The Life of Chuck

The Life Of Chuck

After having success adapting Stephen King novels Gerald’s Game and Doctor Sleep to the big screen, writer and director Mike Flanagan goes to the King well once more with The Life Of Chuck. Besides departing from the horror genre, what sets his third King film in a row apart from the previous two is that the source material this time is a novella, a part of the 2020 compilation book If It Bleeds. But just because the story is shorter doesn’t mean it’s short on big ideas and weighty themes, all of which Flanagan wrings out from the 100 or so pages for his cinematic rendering. With a sprawling cast filled with faces that have popped up throughout Flanagan’s oeuvre, it’s an existential drama that will land as life-affirming and soul-stirring to some but predominantly hit me hollow, despite its best efforts and intentions.

Told in three acts that move in reverse order, The Life Of Chuck opens things on a dire note, introducing us to high school teacher Marty (Chiwetel Ejiofor) trying to hold the attention of his students as the world seems to be falling apart. Constant news of cataclysmic weather events and a worldwide internet outage has folks more divided and scared than ever, prompting Marty to reach out to his ex-wife Felicia (Karen Gillan) for comfort. As they join hands for what seems to be the end of the world, billboards and TV ads crop up everywhere, thanking a man dressed in accounting garb named Chuck (Tom Hiddleston) for “39 great years”. We then flash back to pivotal moments in Chuck’s life, those marked by love, loss and lighting up the dance floor with some electric moves.

Structurally, The Life Of Chuck begs us to ask the questions who is Chuck and how does his story relate to the end of the known universe but Flanagan seems content to let us stew for a while. The film’s first act — well, technically the story’s final act — is both portentous and pretentious, introducing myriad characters who wander around waxing philosophical in staid tones appropriate for dreary mood. I admire Flanagan starting this tale out on such unapologetically apocalyptic terms, rivaling the terror he brewed up with his The Haunting series on Netflix, despite this not overtly being a horror movie. But the unnerving pall cast over this opening chapter is completely at odds with the obstinately chipper demeanor of the two sections that follow.

The middle act of The Life Of Chuck might be the shortest of the three but is no doubt the linchpin of the film’s marketing and showcase for the film’s implicit “dance like no one’s watching” thesis. It also finds Nick Offerman filling us in on character detail via voiceover, initially helpful given the tonal switch-up but gradually doing too much of the heavy lifting that Flanagan should be doing as a storyteller. It turns out Chuck only has 9 months to live due to a brain tumor and while he’s away on an accounting conference, he’s taken to dance in front of a drummer busking on the streets of Boston. Thanks to La La Land and The Eras Tour choreographer Mandy Moore, the moves that Hiddleston puts on are genuinely impressive and mostly help us shake off the seemingly overwhelming sadness present in the segment previous.

That leads us to Act One, subtitled “I Contain Multitudes”, with all the professed profundity that Walt Whitman reference may connote. We learn of Chuck’s tragic loss of his parents at age 7, causing him to live with his grandparents, played by Mark Hamill and Mia Sara. What follows is effectively a montage of opportunities taken and paths unexplored as we see Chuck transition from boyhood into young adulthood. There are indeed some touching moments but the sentimentality is at odds with a narrative that feels conspicuously thin. I assume Flanagan wants his audience to come away with questions like “what does it all mean?” as opposed to “what was the point of that?” Stephen King novella adaptations Stand By Me and The Shawshank Redemption proved that the prolific writer’s shorter stories can work on-screen but The Life Of Chuck can’t quite find its own rhythm.

Score – 2.5/5

New movies coming to theaters this weekend:
28 Years Later, starring Jodie Comer and Aaron Taylor-Johnson, is a post-apocalyptic horror film following a group of survivors from a zombie-like Rage virus as their carry out their lives on a small island until one of the group leaves the island on a mission into the mainland.
Elio, starring Yonas Kibreab and Zoe Saldaña, is a science fiction adventure involving a young space fanatic with an active imagination who finds himself on a cosmic misadventure where he must form new bonds with alien lifeforms and navigate a crisis of intergalactic proportions.
Bride Hard, starring Rebel Wilson and Anna Camp, is a female-led action comedy which finds a mercenary group taking a lavish wedding hostage but meeting their match with a maid of honor who is actually a secret agent ready to defend her best friend’s wedding at any cost.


[What the task requires] How many lines of the data contain the string "Knowledge"? Write the number and nothing more.

[Information shown]
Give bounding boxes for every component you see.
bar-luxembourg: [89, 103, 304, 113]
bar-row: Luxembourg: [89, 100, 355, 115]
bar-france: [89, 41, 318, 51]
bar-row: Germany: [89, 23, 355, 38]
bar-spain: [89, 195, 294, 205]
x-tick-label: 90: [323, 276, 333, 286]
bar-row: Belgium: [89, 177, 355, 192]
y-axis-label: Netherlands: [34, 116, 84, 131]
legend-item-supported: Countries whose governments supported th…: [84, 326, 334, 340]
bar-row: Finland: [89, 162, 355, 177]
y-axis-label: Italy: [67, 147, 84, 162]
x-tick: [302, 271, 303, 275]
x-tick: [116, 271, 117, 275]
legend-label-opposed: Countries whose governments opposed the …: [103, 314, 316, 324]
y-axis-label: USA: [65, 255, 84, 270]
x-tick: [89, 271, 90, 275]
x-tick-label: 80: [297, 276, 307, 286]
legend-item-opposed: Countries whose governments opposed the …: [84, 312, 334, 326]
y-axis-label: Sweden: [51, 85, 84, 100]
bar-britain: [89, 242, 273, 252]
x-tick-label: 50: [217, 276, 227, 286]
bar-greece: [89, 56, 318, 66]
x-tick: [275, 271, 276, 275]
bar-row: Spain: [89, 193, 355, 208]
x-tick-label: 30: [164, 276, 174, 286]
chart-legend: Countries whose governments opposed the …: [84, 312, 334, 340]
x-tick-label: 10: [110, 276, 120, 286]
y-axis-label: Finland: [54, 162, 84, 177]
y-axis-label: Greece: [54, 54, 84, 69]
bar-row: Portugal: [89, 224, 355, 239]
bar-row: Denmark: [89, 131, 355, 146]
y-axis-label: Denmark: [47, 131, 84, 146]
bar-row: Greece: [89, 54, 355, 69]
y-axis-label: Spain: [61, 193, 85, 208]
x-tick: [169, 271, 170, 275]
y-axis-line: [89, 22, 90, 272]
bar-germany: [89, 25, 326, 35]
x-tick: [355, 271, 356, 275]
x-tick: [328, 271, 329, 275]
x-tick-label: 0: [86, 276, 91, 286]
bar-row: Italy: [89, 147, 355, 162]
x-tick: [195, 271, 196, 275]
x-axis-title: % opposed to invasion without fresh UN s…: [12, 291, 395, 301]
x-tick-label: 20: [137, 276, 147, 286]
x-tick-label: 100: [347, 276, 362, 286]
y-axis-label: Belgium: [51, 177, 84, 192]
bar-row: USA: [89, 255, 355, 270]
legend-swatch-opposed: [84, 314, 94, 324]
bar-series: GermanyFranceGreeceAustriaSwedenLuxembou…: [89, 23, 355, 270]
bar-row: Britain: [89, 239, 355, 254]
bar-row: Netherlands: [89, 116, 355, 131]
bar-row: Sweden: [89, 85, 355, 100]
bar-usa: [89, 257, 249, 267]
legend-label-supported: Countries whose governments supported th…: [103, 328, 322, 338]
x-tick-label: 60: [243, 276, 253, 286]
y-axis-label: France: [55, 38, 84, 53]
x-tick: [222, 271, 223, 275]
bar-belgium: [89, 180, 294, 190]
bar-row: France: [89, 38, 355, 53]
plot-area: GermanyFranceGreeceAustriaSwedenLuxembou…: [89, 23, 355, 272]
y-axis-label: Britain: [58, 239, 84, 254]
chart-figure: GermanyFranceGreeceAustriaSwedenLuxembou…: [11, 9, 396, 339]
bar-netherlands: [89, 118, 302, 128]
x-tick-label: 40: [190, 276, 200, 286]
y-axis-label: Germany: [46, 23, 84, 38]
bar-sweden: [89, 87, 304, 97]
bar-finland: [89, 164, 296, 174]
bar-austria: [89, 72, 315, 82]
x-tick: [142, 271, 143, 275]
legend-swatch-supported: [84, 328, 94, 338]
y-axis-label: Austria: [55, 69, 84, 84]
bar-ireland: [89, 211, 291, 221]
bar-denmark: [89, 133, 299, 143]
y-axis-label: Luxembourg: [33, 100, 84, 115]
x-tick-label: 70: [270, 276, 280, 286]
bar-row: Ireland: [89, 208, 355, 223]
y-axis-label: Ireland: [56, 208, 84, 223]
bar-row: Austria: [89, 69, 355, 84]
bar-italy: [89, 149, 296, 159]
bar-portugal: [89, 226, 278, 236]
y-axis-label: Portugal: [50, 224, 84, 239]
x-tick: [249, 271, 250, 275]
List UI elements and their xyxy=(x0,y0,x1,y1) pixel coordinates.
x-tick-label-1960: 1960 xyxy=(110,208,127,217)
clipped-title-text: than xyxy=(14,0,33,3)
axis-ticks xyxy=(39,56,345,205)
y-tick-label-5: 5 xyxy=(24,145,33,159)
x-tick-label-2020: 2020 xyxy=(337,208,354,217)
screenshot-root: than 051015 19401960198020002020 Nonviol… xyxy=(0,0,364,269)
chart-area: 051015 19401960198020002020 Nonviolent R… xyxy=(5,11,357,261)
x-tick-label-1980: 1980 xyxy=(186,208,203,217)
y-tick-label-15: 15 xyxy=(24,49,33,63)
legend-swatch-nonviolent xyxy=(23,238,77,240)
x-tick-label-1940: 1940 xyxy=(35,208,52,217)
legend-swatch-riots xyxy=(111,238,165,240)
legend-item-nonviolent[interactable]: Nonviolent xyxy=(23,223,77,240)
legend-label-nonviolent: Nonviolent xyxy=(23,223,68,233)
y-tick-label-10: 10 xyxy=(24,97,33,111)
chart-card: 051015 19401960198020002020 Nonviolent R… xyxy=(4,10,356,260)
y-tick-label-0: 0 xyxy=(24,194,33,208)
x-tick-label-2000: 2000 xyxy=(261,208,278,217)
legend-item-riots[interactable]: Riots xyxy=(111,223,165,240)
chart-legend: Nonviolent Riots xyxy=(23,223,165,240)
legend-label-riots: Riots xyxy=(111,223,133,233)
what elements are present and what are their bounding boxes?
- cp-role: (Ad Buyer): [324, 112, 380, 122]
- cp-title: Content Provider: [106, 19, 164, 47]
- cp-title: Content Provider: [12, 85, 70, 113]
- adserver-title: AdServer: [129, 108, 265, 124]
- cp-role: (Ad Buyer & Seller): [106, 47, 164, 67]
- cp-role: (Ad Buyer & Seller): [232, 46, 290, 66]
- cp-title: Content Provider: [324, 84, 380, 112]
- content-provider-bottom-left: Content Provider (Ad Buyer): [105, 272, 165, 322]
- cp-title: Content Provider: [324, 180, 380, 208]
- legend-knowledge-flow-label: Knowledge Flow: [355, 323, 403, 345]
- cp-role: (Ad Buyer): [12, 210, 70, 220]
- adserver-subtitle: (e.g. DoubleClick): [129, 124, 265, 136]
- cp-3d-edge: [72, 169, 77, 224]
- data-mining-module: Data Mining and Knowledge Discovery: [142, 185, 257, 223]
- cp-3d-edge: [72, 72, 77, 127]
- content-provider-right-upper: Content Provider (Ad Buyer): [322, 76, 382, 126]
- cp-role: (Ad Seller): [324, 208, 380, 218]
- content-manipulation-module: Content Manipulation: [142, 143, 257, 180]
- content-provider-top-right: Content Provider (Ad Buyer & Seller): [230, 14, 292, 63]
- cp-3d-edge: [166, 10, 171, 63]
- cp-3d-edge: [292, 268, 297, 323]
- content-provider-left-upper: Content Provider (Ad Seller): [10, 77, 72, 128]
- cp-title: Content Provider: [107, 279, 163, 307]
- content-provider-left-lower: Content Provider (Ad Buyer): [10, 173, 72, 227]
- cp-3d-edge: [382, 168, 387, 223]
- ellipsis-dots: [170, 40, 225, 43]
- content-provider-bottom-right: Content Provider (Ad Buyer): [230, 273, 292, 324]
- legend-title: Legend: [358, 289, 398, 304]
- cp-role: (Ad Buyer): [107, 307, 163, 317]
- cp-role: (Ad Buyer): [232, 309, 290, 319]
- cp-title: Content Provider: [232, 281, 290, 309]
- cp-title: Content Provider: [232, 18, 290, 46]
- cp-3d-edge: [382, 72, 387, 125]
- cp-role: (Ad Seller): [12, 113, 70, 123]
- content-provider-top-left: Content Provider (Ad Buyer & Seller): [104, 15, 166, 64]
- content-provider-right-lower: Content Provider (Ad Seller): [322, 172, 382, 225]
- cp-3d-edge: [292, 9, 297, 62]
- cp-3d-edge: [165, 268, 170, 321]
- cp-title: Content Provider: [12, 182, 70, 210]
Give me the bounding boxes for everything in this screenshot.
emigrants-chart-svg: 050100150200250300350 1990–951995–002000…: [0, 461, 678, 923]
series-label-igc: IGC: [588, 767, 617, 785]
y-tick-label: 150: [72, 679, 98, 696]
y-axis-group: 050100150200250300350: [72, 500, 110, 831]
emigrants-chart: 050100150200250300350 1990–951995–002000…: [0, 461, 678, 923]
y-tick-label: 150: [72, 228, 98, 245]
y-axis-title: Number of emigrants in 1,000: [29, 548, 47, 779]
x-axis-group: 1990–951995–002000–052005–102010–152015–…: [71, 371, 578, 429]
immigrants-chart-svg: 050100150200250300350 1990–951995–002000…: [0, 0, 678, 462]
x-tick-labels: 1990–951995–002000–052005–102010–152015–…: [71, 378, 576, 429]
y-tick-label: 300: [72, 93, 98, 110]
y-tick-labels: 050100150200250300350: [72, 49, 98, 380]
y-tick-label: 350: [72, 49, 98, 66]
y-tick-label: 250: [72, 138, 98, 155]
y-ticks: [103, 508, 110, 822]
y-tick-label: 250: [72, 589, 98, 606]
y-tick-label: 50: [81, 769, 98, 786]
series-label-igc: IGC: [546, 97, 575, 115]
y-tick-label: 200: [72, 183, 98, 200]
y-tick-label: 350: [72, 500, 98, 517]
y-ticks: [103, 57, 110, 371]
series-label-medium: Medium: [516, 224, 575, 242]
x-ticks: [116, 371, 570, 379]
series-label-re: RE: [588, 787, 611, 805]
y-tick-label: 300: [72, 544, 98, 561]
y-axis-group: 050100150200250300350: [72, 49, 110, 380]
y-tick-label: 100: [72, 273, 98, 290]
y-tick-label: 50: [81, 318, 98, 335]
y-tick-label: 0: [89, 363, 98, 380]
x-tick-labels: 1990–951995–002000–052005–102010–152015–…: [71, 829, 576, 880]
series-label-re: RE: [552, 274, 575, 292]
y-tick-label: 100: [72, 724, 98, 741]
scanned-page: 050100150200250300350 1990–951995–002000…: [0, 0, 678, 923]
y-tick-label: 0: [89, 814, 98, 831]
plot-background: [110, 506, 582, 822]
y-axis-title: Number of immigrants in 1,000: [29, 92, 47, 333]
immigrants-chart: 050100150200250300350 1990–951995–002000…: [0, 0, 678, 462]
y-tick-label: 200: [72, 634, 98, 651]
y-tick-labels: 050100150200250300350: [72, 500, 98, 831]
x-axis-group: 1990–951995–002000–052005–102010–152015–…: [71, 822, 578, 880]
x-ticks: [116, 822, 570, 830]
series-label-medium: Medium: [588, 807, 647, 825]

[Solution to this task] 2